Over President’s Day weekend, a friend from college that I hadn’t seen in several years recommended that I try an author named Steven Pressfield. “He writes novels about military history. The detail is amazing, and they are really good.” We have similar tastes, and so I picked up The Virtues of War: A Novel of Alexander the Great; and I’m glad I did.
Before reading this book, I knew a little about Alexander the Great. He was the son of Philip of Macedon, the greatest conqueror the Greek world had known up to that time. The Macedonians were regarded as little better than barbarians by the civilized Greeks—and in our terms, the Greeks were mostly right—but Philip was a genius at using Greek methods of warfare, and of adding his own twists. His first goal was to conquer Greece, and his second to conquer Persia.
When he died, he was succeeded by his son Alexander, who excelled him in almost every way. Alexander completed the conquest of Greece, and then of Persia, and then he headed further east, desiring nothing more than to conquer every people who stood between him and the eastern ocean. Eventually he couldn’t drive his troops any further, gave up, returned to Greece, engaged in a little desultory conquest among the Arabs, and died of illness.
The book is Alexander’s story, as he relates it to one of his pages while on campaign in India, and it is fascinating. We see Alexander’s virtues, some of which are vices, and his vices, some of which are virtues. We see his (very well documented) skill at moving men and beasts to follow him, his chivalry toward worthy adversaries, and his ruthlessness in conquest, and most especially his skill in planning battles and adjusting to circumstances as the battles progress.
The centerpiece of the book, for me, was a pair of reflections on the nature of kingship. For Alexander, as Philip before him, the King was an almost priestly figure, standing between his people and the gods, making sacrifices at the appointed times. After that, it was his job to serve his people by leading them in conquest, to their enrichment. The booty from Alexander’s conquests was phenomenal, but he held it lightly, using it for only two purposes: to reward his followers, and for further conquest. In the book Alexander goes on about this at some length.
Alexander is temporarily stymied at a river in India, and has a parley with the Indian ruler whose lands are on the other side; and from Porus, he learns another way to think about kingship.
Porus has been sitting across from me, on a couch by himself, beneath the brightly colored canopy that shades both us and the company. He has just finished inviting me to tour his lands with him; it will be illuminating for me, he says, to see with my own eyes how well ordered is his kingdom, how productive the land, how happy the people, and how much they love him. He rises and crosses to the couch on which I sit, taking the place directly beside me. It is a disarming gesture, an act not just of affability but of affection.
“Stay with me,” he proposes of a sudden, gesturing to the far shore, beyond which extend his lands and kingdom. “I give you the hand of my daughter and declare you my own heir and successor. You shall be my son and inherit my kingdom”— he indicates his two splendid-looking scions—“ even before these children of my own flesh.”
I am struck dumb at such munificence.
Porus flashes his dazzling smile. “Study with me,” he continues, setting a hand warmly upon my knee. “I will teach you how to be a king.”
Alexander is enraged. He is, after all, already a king, and understands kingship very well, so he thinks. But he controls himself, with difficulty, and asks Porus what he means. Discussion and hard words ensue, and Porus ends with this:
“I said you are no king, Alexander, and I repeat it. You do not rule the lands you have conquered. Neither Persia, nor Egypt, nor Greece from whence you came, which hates you and would eat you raw if she could. What offices have you established to promote your people’s weal? None! You have set in power only those same dynasts who oppressed the populace before, and by the same means, while you and your army pass on, like a ship that is master only of that quadrant of ocean upon which it sails, and no more. You command not even here in your own camp, which boils over with sedition and unrest. Yes, I know! Nothing happens in my country that is not reported to me, not even within your own tent.”
And all of this is true. And it’s only later that we learn the true reason for Alexander’s rage: he knows, though he will not admit it, that Porus is right. Later in the book he tells of his conquest of Persia, and his dismay at the corruption of that ancient empire, in which every man and woman preys on those below and licks the boots of those above. He comes to love Persia, and wishes for it to be governed well, but the established order withstands his efforts. Truly, he is a conqueror but no king; he understands war but not rule. And when Porus, later in the campaign, calls his attention to it he cannot stand it.
It is a lack Alexander never makes good. When he dies, his empire falls apart; though two of the resulting realms, under Seleucus and Ptolemy, prove lasting.
All in all, this is a fascinating, well-researched, and eminently readable tale, and I enjoyed it thoroughly. Highly recommended.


ABOUT THIS EXERCISE: The records below must be written out exactly, with every picture left behind.

SOURCE MATERIAL:
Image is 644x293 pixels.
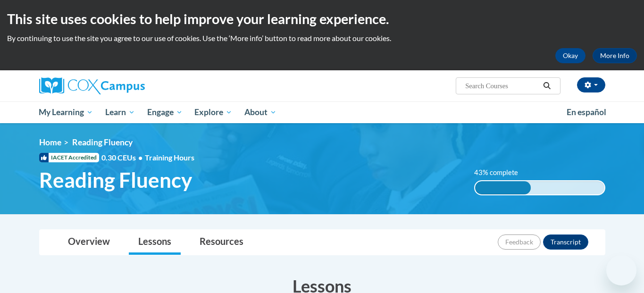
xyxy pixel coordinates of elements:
a: Home [39,137,62,147]
a: My Learning [33,101,99,123]
span: Explore [195,107,232,118]
span: En español [567,107,607,117]
iframe: Button to launch messaging window [607,255,636,285]
span: IACET Accredited [39,153,99,162]
span: Learn [105,107,135,118]
a: Explore [188,101,238,123]
a: Overview [59,230,119,255]
a: Lessons [129,230,181,255]
a: Resources [190,230,253,255]
span: 0.30 CEUs [101,152,145,163]
h2: This site uses cookies to help improve your learning experience. [7,9,637,28]
span: Engage [147,107,183,118]
a: Learn [99,101,141,123]
span: My Learning [39,107,93,118]
a: Cox Campus [39,77,218,94]
a: About [238,101,283,123]
button: Transcript [543,234,589,249]
button: Feedback [498,234,541,249]
button: Account Settings [577,77,606,92]
a: More Info [593,48,637,63]
p: By continuing to use the site you agree to our use of cookies. Use the ‘More info’ button to read... [7,33,637,44]
label: 43% complete [474,168,528,178]
img: Cox Campus [39,77,145,94]
input: Search Courses [465,80,540,91]
a: Engage [141,101,189,123]
span: • [138,153,143,162]
span: Training Hours [145,153,195,162]
button: Search [540,80,554,91]
span: Reading Fluency [72,137,133,147]
span: About [244,107,277,118]
div: Main menu [25,101,620,123]
div: 43% complete [475,181,531,195]
span: Reading Fluency [39,168,192,193]
a: En español [561,102,613,122]
button: Okay [555,48,586,63]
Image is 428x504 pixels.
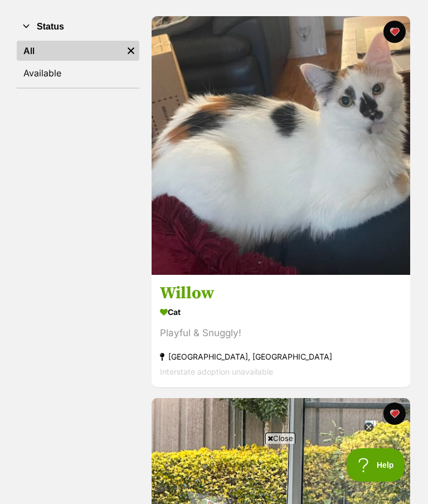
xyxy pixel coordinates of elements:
[16,40,123,61] a: All
[160,349,402,364] div: [GEOGRAPHIC_DATA], [GEOGRAPHIC_DATA]
[16,38,139,88] div: Status
[160,325,402,340] div: Playful & Snuggly!
[160,366,273,376] span: Interstate adoption unavailable
[123,40,139,61] a: Remove filter
[11,448,417,498] iframe: Advertisement
[151,16,410,275] img: Willow
[347,448,405,481] iframe: Help Scout Beacon - Open
[160,303,402,320] div: Cat
[16,19,139,34] button: Status
[16,63,139,83] a: Available
[151,274,410,387] a: Willow Cat Playful & Snuggly! [GEOGRAPHIC_DATA], [GEOGRAPHIC_DATA] Interstate adoption unavailabl...
[160,283,402,303] h3: Willow
[383,402,405,425] button: favourite
[383,21,405,43] button: favourite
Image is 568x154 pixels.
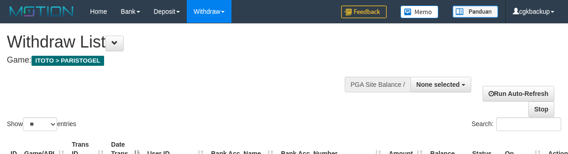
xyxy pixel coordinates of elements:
label: Show entries [7,117,76,131]
a: Stop [528,101,554,117]
h1: Withdraw List [7,33,369,51]
a: Run Auto-Refresh [482,86,554,101]
img: panduan.png [452,5,498,18]
img: Button%20Memo.svg [400,5,439,18]
select: Showentries [23,117,57,131]
span: None selected [416,81,460,88]
img: Feedback.jpg [341,5,386,18]
label: Search: [471,117,561,131]
h4: Game: [7,56,369,65]
button: None selected [410,77,471,92]
span: ITOTO > PARISTOGEL [31,56,104,66]
img: MOTION_logo.png [7,5,76,18]
input: Search: [496,117,561,131]
div: PGA Site Balance / [345,77,410,92]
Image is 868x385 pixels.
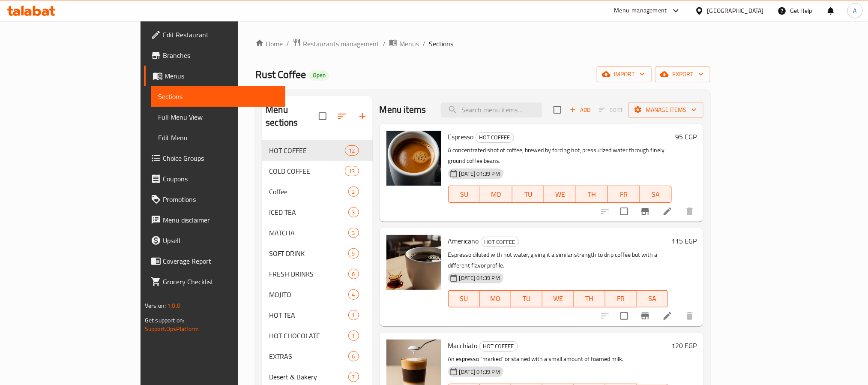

WRITTEN SOLUTION:
Image is 644x293 pixels.
xyxy pixel coordinates of elements:
a: Home [39,137,62,147]
a: My Learning [33,101,99,123]
span: Explore [195,107,232,118]
span: En español [567,107,607,117]
iframe: Button to launch messaging window [607,255,636,285]
span: IACET Accredited [39,153,99,162]
span: Learn [105,107,135,118]
a: Explore [188,101,238,123]
a: Overview [59,230,119,255]
a: Lessons [129,230,181,255]
a: Resources [190,230,253,255]
span: 0.30 CEUs [101,152,145,163]
h2: This site uses cookies to help improve your learning experience. [7,9,637,28]
span: Engage [147,107,183,118]
a: Learn [99,101,141,123]
span: My Learning [39,107,93,118]
a: Cox Campus [39,77,218,94]
a: About [238,101,283,123]
button: Transcript [543,234,589,249]
button: Feedback [498,234,541,249]
button: Account Settings [577,77,606,92]
a: More Info [593,48,637,63]
p: By continuing to use the site you agree to our use of cookies. Use the ‘More info’ button to read... [7,33,637,44]
label: 43% complete [474,168,528,178]
img: Cox Campus [39,77,145,94]
input: Search Courses [465,80,540,91]
a: Engage [141,101,189,123]
span: • [138,153,143,162]
span: Training Hours [145,153,195,162]
button: Search [540,80,554,91]
span: Reading Fluency [72,137,133,147]
span: About [244,107,277,118]
div: Main menu [25,101,620,123]
div: 43% complete [475,181,531,195]
span: Reading Fluency [39,168,192,193]
a: En español [561,102,613,122]
button: Okay [555,48,586,63]
Image is 428x504 pixels.
xyxy pixel coordinates of elements:
[16,40,123,61] a: All
[160,349,402,364] div: [GEOGRAPHIC_DATA], [GEOGRAPHIC_DATA]
[16,38,139,88] div: Status
[160,325,402,340] div: Playful & Snuggly!
[160,366,273,376] span: Interstate adoption unavailable
[123,40,139,61] a: Remove filter
[11,448,417,498] iframe: Advertisement
[151,16,410,275] img: Willow
[347,448,405,481] iframe: Help Scout Beacon - Open
[160,303,402,320] div: Cat
[16,19,139,34] button: Status
[16,63,139,83] a: Available
[151,274,410,387] a: Willow Cat Playful & Snuggly! [GEOGRAPHIC_DATA], [GEOGRAPHIC_DATA] Interstate adoption unavailabl...
[160,283,402,303] h3: Willow
[383,402,405,425] button: favourite
[383,21,405,43] button: favourite
Image is 568x154 pixels.
xyxy pixel coordinates of elements:
label: Show entries [7,117,76,131]
a: Stop [528,101,554,117]
h1: Withdraw List [7,33,369,51]
a: Run Auto-Refresh [482,86,554,101]
img: panduan.png [452,5,498,18]
img: Button%20Memo.svg [400,5,439,18]
select: Showentries [23,117,57,131]
span: None selected [416,81,460,88]
img: Feedback.jpg [341,5,386,18]
label: Search: [471,117,561,131]
h4: Game: [7,56,369,65]
button: None selected [410,77,471,92]
span: ITOTO > PARISTOGEL [31,56,104,66]
img: MOTION_logo.png [7,5,76,18]
input: Search: [496,117,561,131]
div: PGA Site Balance / [345,77,410,92]
Image is 868x385 pixels.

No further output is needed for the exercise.